One week short of 20 years since Ray was decided, the Supreme Court yesterday disavowed the reasoning in the lead opinion. Corrigan recited that Brown’s opinion “recognized a nonemergency community caretaking exception permitting residential entry,” and declared:

“[W]e conclude no such exception exists and that the Ray lead opinion was wrong to create one….[T]he United States Supreme Court has articulated the concept of community caretaking, but only in the context of vehicle searches.”

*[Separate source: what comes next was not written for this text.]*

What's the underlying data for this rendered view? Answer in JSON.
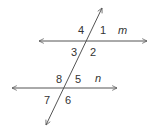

The defendant in the present case, Willie Ovieda, pled guilty to manufacturing a controlled substance and possession of an assault weapon after his suppression motion was denied. Yesterday’s opinion reverses the Jan. 17, 2018 2-1 decision by Div. Six of this district’s Court of Appeal affirming the conviction and orders a remand to the Santa Barbara Superior Court with directions that the suppression motion be granted and that Ovieda be allowed to withdraw his guilty plea.

No Exigent Circumstances

Corrigan said no emergency existed. Ovieda—who had threatened, in the presence of two friends who were in his residence, to commit suicide, twice grabbing a weapon with which to carry out the deed—had been taken outside by officers and placed in handcuffs.

“The officers cited concerns that unknown persons might be in the house, and that there may have been victims or loaded firearms inside,” she wrote. “While these concerns are obviously important, the People elicited no testimony to show the officers reasonably believed they were actually in play.”

Noting that only three justices signed the lead opinion in Ray, she said that “[n]either its holding nor its reasoning constitutes binding precedent.” Corrigan pointed out that no published decision since Rayup until Court of Appeal Justice Kenneth Yegan’s majority opinion in Ovieda’s case—has applied the community caretaking doctrine outside the in a context not involving a vehicle.

The jurist set forth:

“The need to render emergency aid is a well-recognized part of the exigent circumstances exception. But it has always required that articulable facts support a reasonable belief that an emergency exists. The Ray lead opinion, having found no such facts were established, created a less demanding exception. It purported to permit a warrantless entry if some kind of police assistance might be rendered but the need was merely hypothetical.

“The Ray lead opinion’s diluted exception was not supported by our prior jurisprudence. The circumstances it describes as community caretaking do not involve nonemergency situations at all. Rather, it describes situations that could be emergencies but lack sufficient articulable facts to reasonably suggest an emergency exists.”